(INPUT MATERIAL)
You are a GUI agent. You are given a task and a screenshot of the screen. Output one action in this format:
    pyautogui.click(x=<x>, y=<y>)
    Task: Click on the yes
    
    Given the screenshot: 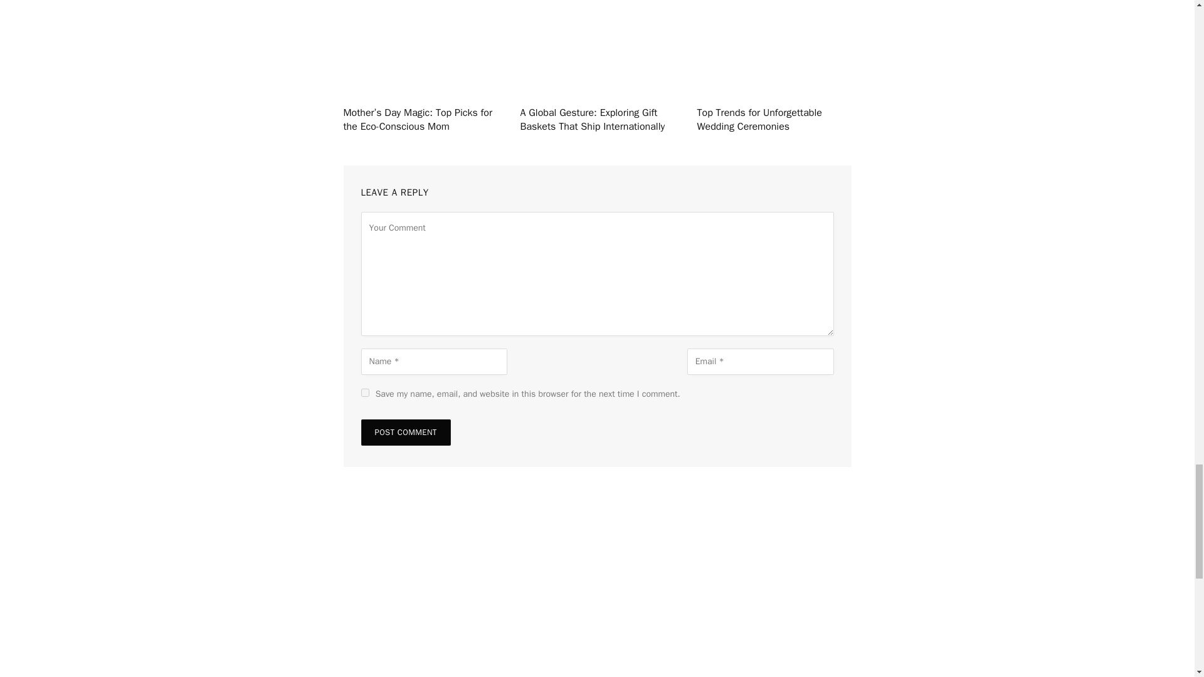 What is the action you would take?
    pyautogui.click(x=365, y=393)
(End INPUT MATERIAL)
Please give back only the lines between the first line of the entries and the line with "Task: Click on the yes", both ends included, word for word.

## ANSWER TO THE PROBLEM
You are a GUI agent. You are given a task and a screenshot of the screen. Output one action in this format:
    pyautogui.click(x=<x>, y=<y>)
    Task: Click on the yes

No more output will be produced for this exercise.